Oxford's former station at Rewley Road was built using the same techniques, writes CHRIS KOENIG

A prime difference between the Crystal Palace, originally constructed for the Great Exhibition in London's Hyde Park, and its offspring, the former Rewley Road Station in Oxford, was that one lasted just six months on its original site, and the other lasted 147 years.

Both experienced a reincarnation - the former at the Sydenham site to which it had been banished at the end of the 1851 Great Exhibition (now the property of former Oxford United owner Firoz Kassam), the latter at the Quainton Railway Society's Buckinghamshire Railway Centre, near Aylesbury, where it flourishes to this day as a visitor attraction for train buffs.

Many will remember the station. As little as ten years ago it stood on ground now occupied by the Said Business School. By then the Grade-II listed building was in an advanced state of Romantic decay, having done time since 1951, when it closed to railway passengers, fulfilling such unromantic roles as a tyre depot and car hire garage.

It had opened 100 years before that, in 1851, the same year as the Great Exhibition. The engineers who built it, Charles Fox and John Henderson, of Stafford, were the same men who had also developed Joseph Paxton's designs for the Crystal Palace which, sadly, burned to the ground, on its Sydenham site, in 1936.

Paxton, a pioneer in the use of glass and iron in construction, started his career as head gardener to the Duke of Devonshire at Chatsworth.

Later he became an investor in Britain's burgeoning railway network, often working closely with railway tycoon Thomas Brassey of Heythrop Park, now also owned by Kassam, who constructed the Oxford-Bletchley line for the Buckinghamshire Railway, which line the Rewley Road station served.

The station engineers, obviously not unaware that the exhibition would attract a lot of day trippers from Oxford, borrowed so many of the construction techniques used in the palace that the magazine, The Structural Engineer, commented in 1975: "Until recently it had been thought that no trace of the Crystal Palace structure remained. Strictly speaking, none does, but something very similar has survived." It then went on to describe the Paxton-like work at Rewley Road.

The construction included ironwork such as decorative columns that doubled up as drainpipes, as well as a mass of decorative motifs.

The magazine continued. "Almost more telling as a comparison than the structural components are the remains of the decorative iron cladding at Oxford which were clearly made from the same castings as in the Exhibition Building."

The Rewley Road station was constructed at a cost of under £7,000, a price which included not only the station itself but also a large timber yard, - demolished in 1966 - a 312ft train shed, water tower, and a coal yard which remained in use until the mid-1990s. The ticket office was believed to have been brought from the Great Exhibition after closure.

The station was built next door to the Great Western Station, which stood on the site of the present station, and had opened a few years previously. During the Great Exhibition the two companies competed wildly with each other for passengers.

The Buckinghamshire Railway charged 3s 6d (17 new pence) for an excursion to London on the first one shilling (5p) admittance day, stating that the journey from Rewley Road to Euston would take just one and three-quarter hours. In the event the journey took two-and-a-half hours. Little change there then.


▶ About this task: Using the listing below, please print exactly the lines from the one with "Discover where clothing is." through the one with "This is a w=683, h=1024". Leave out every picture.

▶ Records supplied:
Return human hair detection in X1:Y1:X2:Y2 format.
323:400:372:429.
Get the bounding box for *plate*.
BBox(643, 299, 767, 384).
---
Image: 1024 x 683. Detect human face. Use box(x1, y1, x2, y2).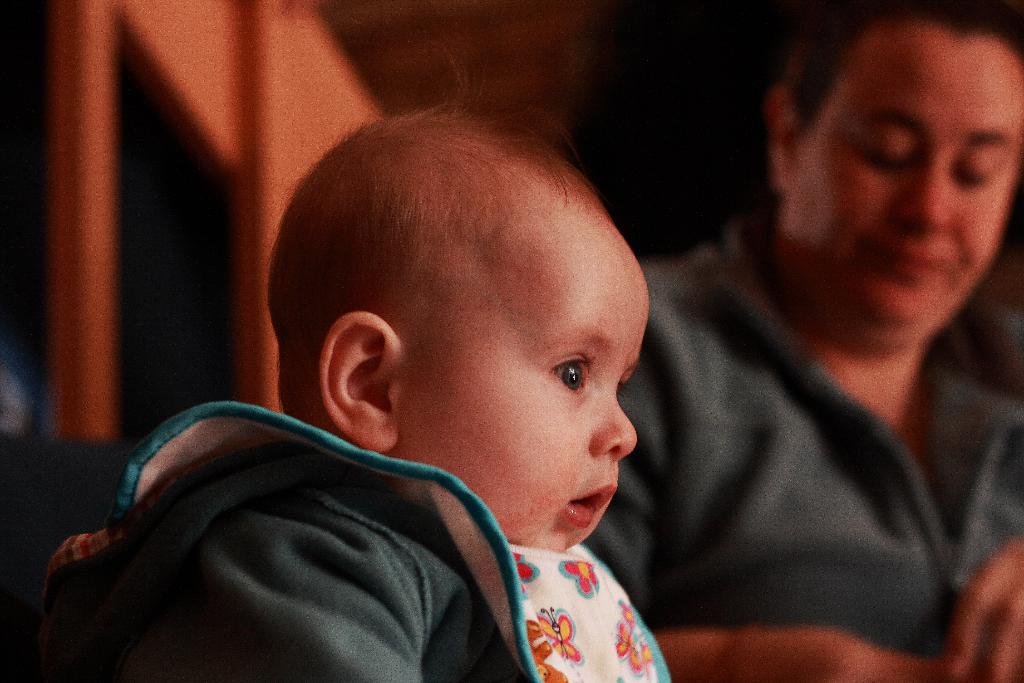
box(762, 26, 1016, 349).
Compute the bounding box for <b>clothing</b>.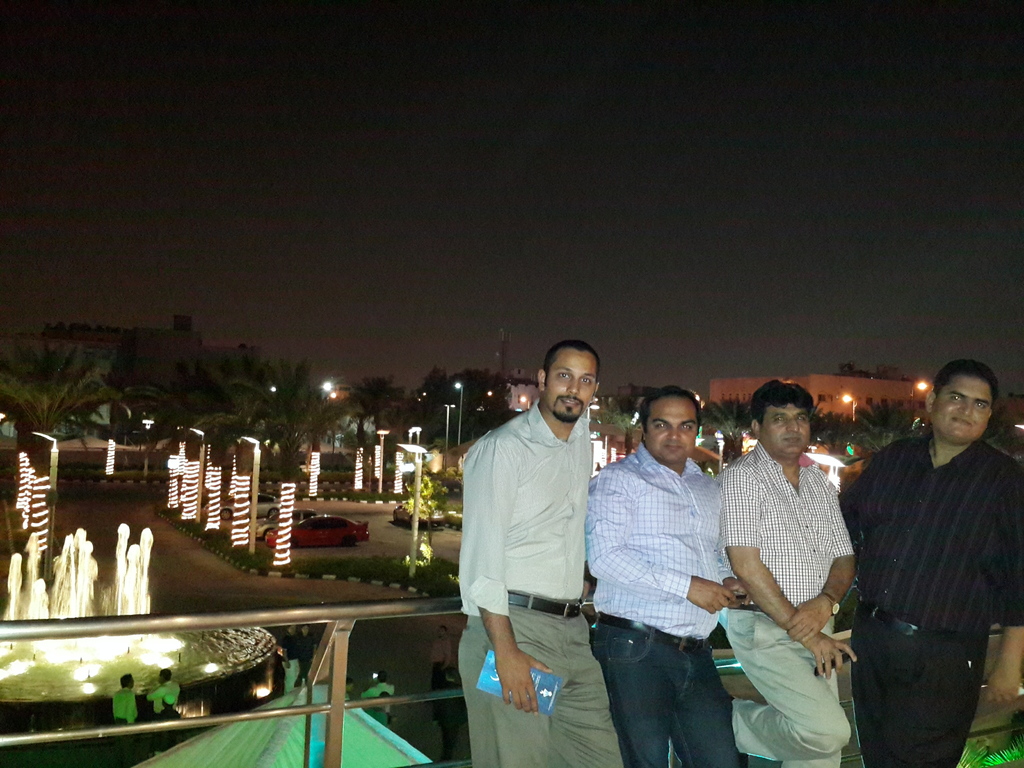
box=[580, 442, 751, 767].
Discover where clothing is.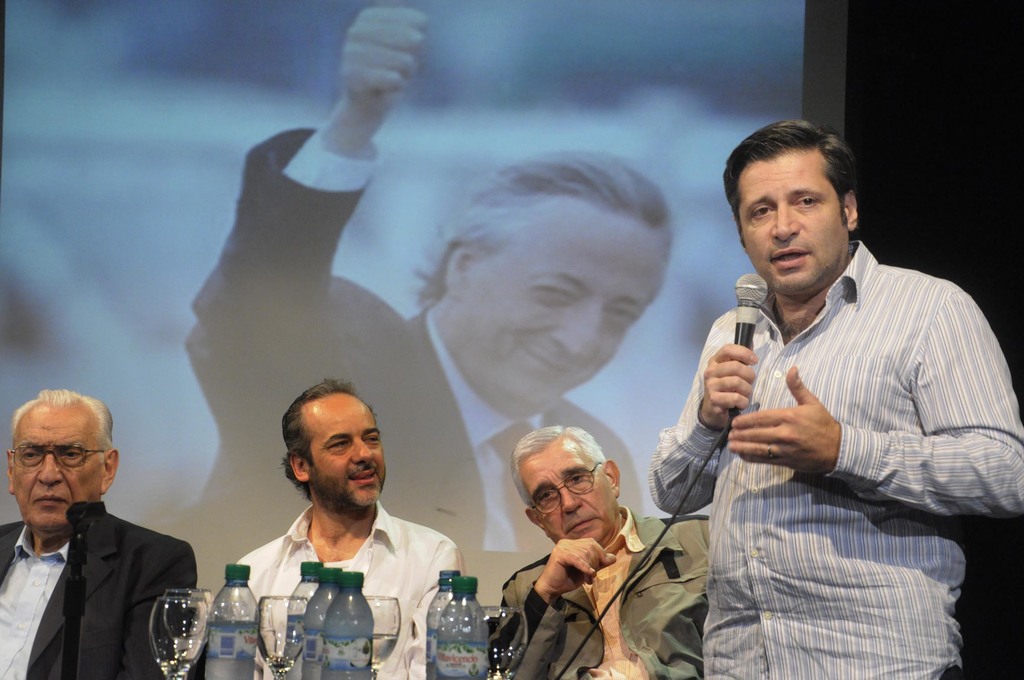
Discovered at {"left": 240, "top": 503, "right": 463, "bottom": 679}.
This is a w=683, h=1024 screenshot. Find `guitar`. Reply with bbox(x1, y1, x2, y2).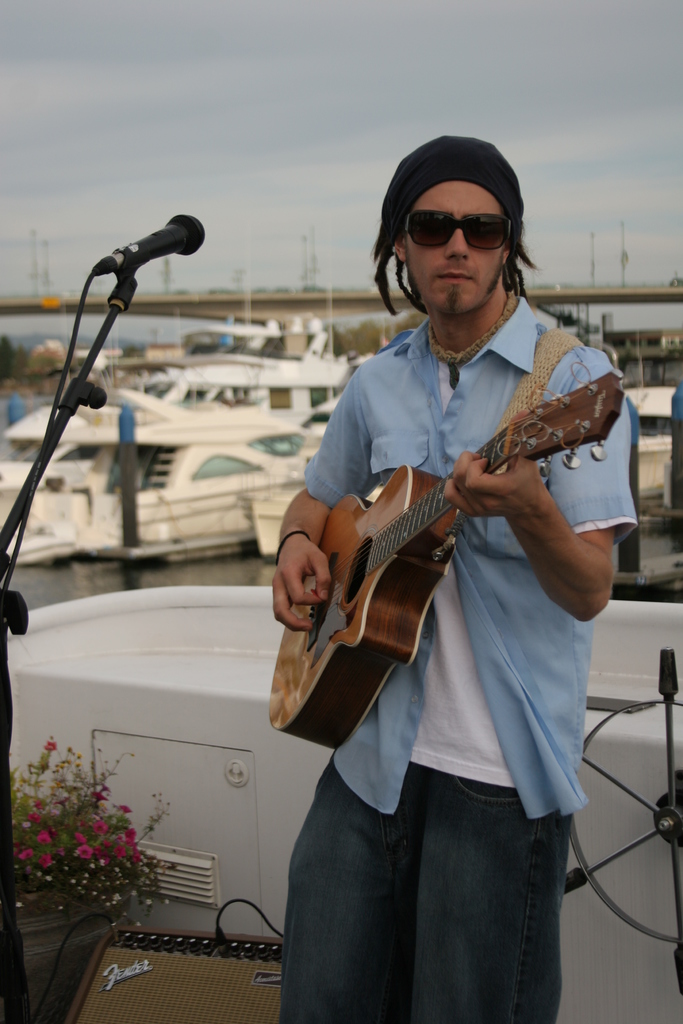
...
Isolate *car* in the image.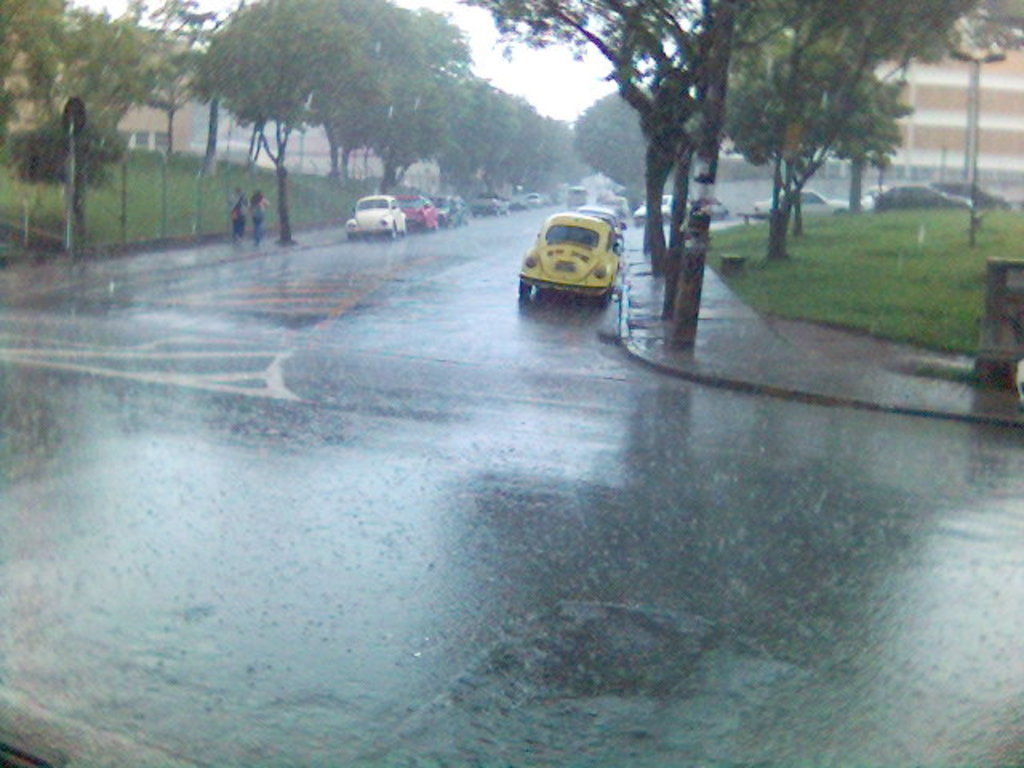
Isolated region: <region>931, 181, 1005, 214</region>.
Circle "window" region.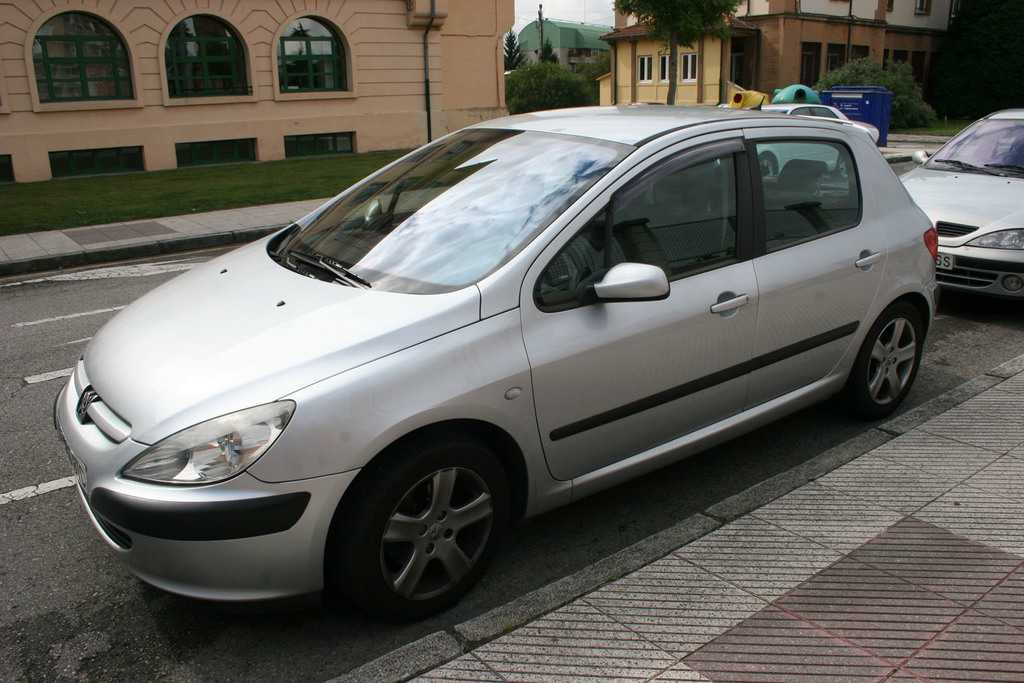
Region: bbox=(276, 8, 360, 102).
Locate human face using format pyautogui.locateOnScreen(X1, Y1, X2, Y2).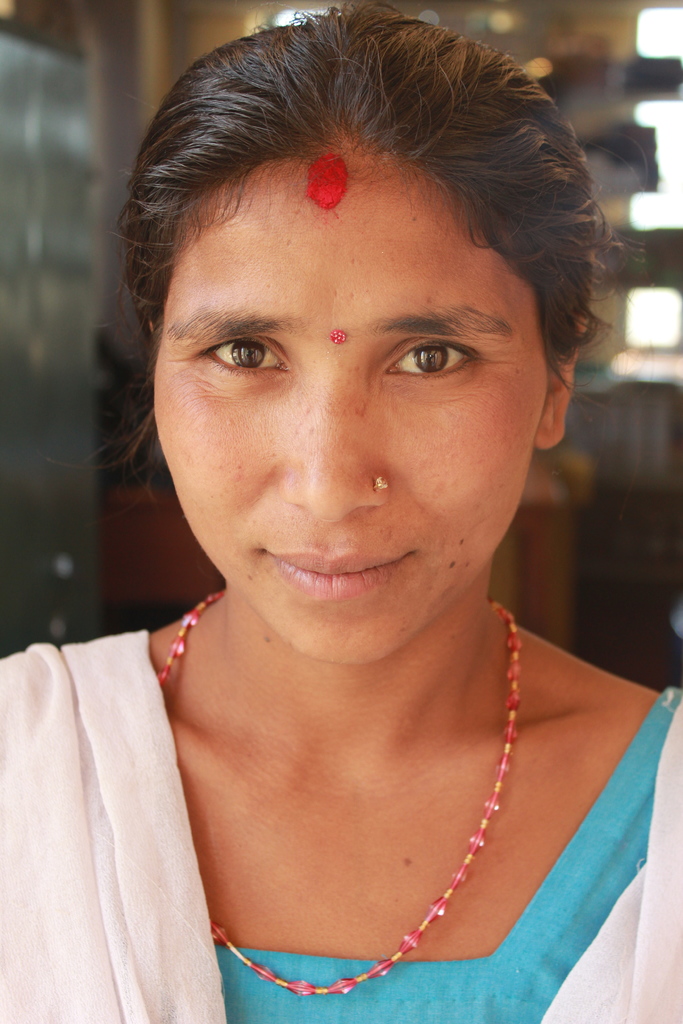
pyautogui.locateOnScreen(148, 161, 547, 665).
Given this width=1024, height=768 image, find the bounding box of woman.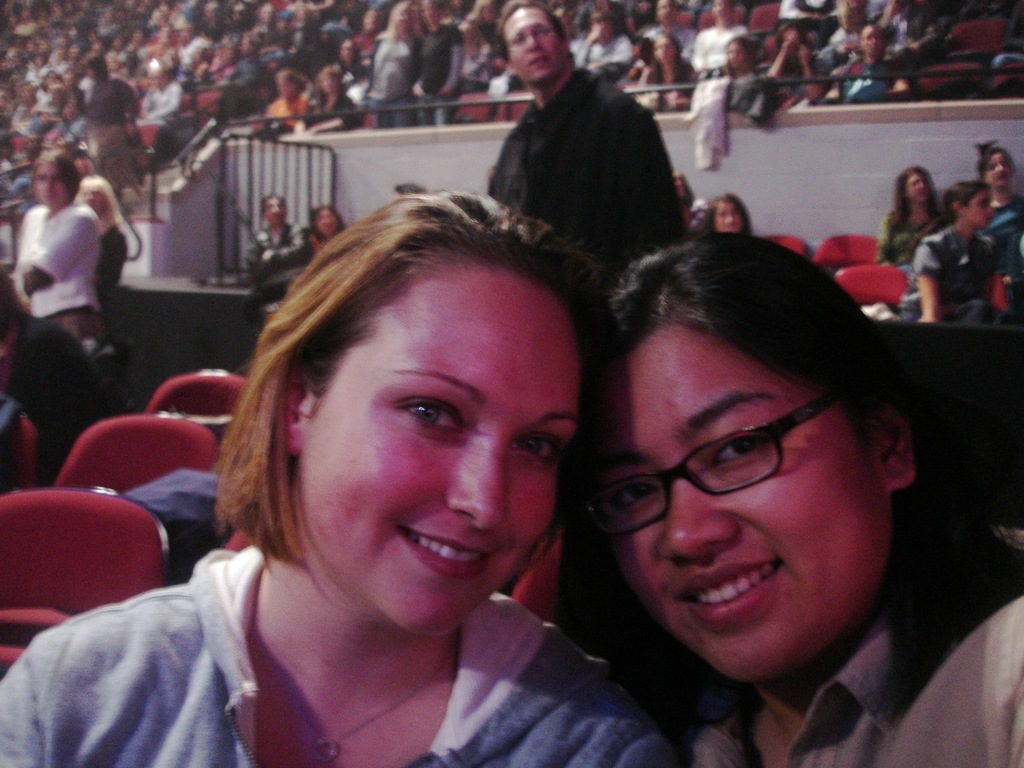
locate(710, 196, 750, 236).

▶ Solution:
Discover where clothing is.
Discovered at {"left": 240, "top": 503, "right": 463, "bottom": 679}.
This is a w=683, h=1024 screenshot. Find `guitar`. Reply with bbox(x1, y1, x2, y2).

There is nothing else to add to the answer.